Manufactory of the weaver colony

from Wikipedia, the free encyclopedia
Manufactory of the weavers' colony in Zinna Monastery

The factory of the weavers' colony is a listed building at Berliner Straße 72 in the Zinna district of the town of Jueterbog in the Teltow-Fläming district in the state of Brandenburg .

history

Monument to Eduard Wegener

The building was commissioned by the Berlin merchant Jacob Friedrich Heyl , who set up a factory for weavers in it in 1776 . Just one year later, the factory owner Johann Georg Sieburg, also from Berlin, took over the factory and set up 22 workplaces for spinners and weavers. It also served as a customs house . After his death in 1802 the company had to close; his employees bought the building in 1823. In 1830 it came into state ownership when the city established a six-class elementary school there. One of the teachers at this school was Eduard Wegener . The pedagogue , born in 1826, was initially a teacher and later a main teacher at the Zinna Monastery. On his initiative, the town organized a school festival from 1848 to promote cohesion in the community even in economically difficult times. Wegener taught for around 54 years, sometimes in classes with up to 70 children. He was known for his severity, but at the same time so popular that his students erected a monument with his bust to the left of the main building in his honor in 1926 - on his 100th birthday . During the Second World War , the building was damaged when a bridge was blown. During the GDR era , the city used the house as a kindergarten, crèche, youth home and hiking area. After the fall of the Wall , the kindergarten moved to a new building and the building was used as a doctor's practice and community nurses' station. Between 1996 and 1998, the city converted it into a weaving museum, which opened on May 1, 1998. Since 2002 the official name has been called WebHaus .

architecture

The single-storey house is located in the immediate vicinity of the road from Luckenwalde to Jüterbog at the southern exit of the village. It has eleven axes with ten arched windows and the entrance in the middle axis. It is provided with a light yellow-reddish plaster . In the mansard roof covered with reddish tiles there are a total of ten windows facing the street. To the left of the building, in a former gateway, the monument to the teacher Wegener is placed in a white plastered, curved arch. The gate passage is still preserved to the right of the building.

Museum weaving house

Loom by Roswitha Moxter

In 1994, master hand weaver Roswitha Moxter moved from the Eichberg house in Thyrow to Zinna Monastery. The sponsoring association supported the move so that Moxter could continue her weaving art and at the same time pass on her knowledge of hand weaving to third parties. Moxter then had their technical equipment including five functioning looms transported to the museum. Moxter died in 2004. Part of the weaving workshop was initially lost as an inheritance . In 2006, however, the city of Jüterbog bought most of it back. It has been on display in the museum since then. Among the pieces is, for example, a counter-march flat loom with a central pull with six shafts from 1838 and a further developed model with side feed and six shafts from 1948. The exhibition provides information about the history of the monastery and the development and decline of the weaving industry . In addition, in one of the rooms there is a large-format exhibit of the association flag of the journeyman weaver brotherhood of Zinna from 1779. The flag was restored in 2014 with the help of funds.

literature

  • Georg Dehio (arr. Gerhard Vinken et al.): Handbook of German Art Monuments - Brandenburg. Deutscher Kunstverlag, Munich / Berlin 2012, ISBN 978-3-422-03123-4 .

Web links

Commons : Manufactory of the weavers' colony  - collection of images, videos and audio files

Individual evidence

  1. Notice: On the memorial at the Webhaus: Eduard Wegener, teacher in Zinna in the museum, inspection in May 2015.
  2. Notice: Webhaus Kloster Zinna in the museum, inspection in May 2015.
  3. Notice: Hand weaver workshop in the museum, inspection in May 2015.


» INSTRUCTIONS FOR THE TASK
All the lines below should be set down exactly, with no picture carried into the copy.

» SOURCE DATA
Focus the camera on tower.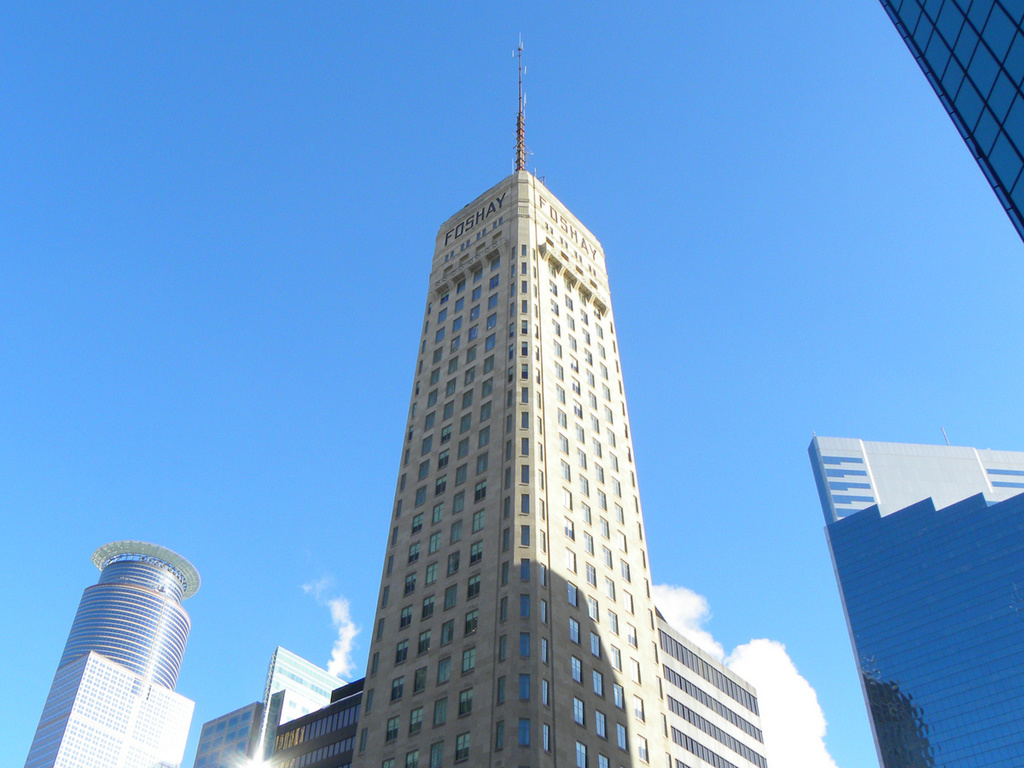
Focus region: (311, 98, 715, 736).
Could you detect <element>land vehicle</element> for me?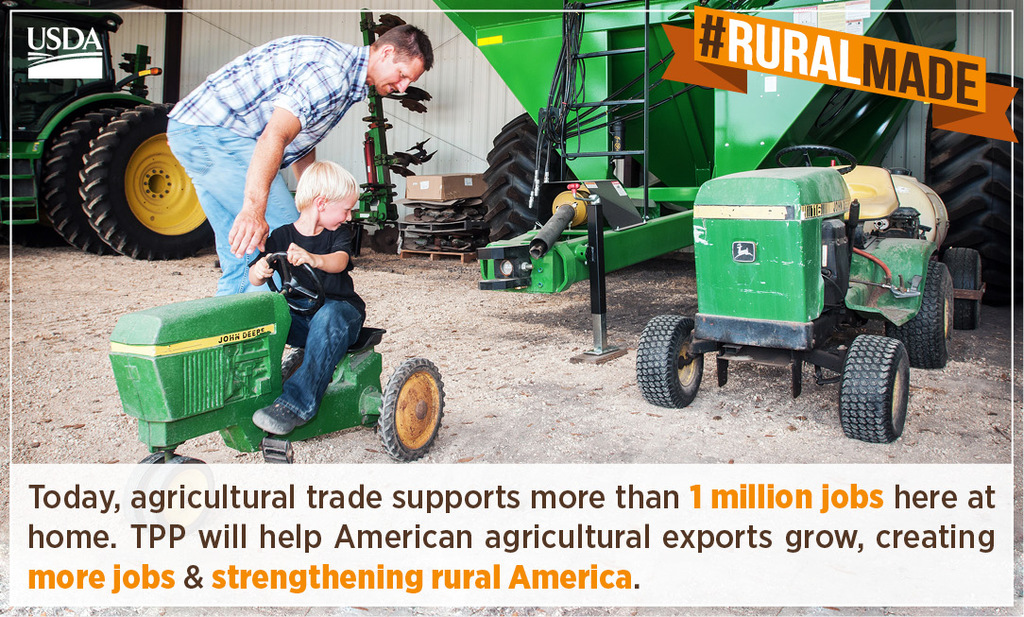
Detection result: [645,135,958,442].
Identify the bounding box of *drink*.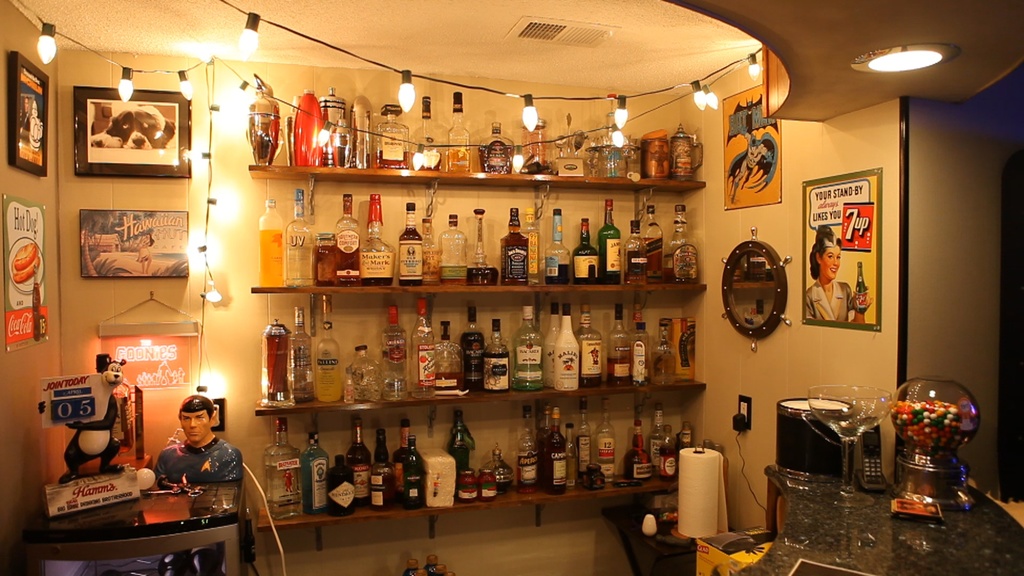
box(333, 196, 362, 282).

» WRITTEN SOLUTION
Focus the camera on tower.
Focus region: (311, 98, 715, 736).
Could you detect <element>land vehicle</element> for me?
Detection result: [645,135,958,442].
Identify the bounding box of *drink*.
box(333, 196, 362, 282).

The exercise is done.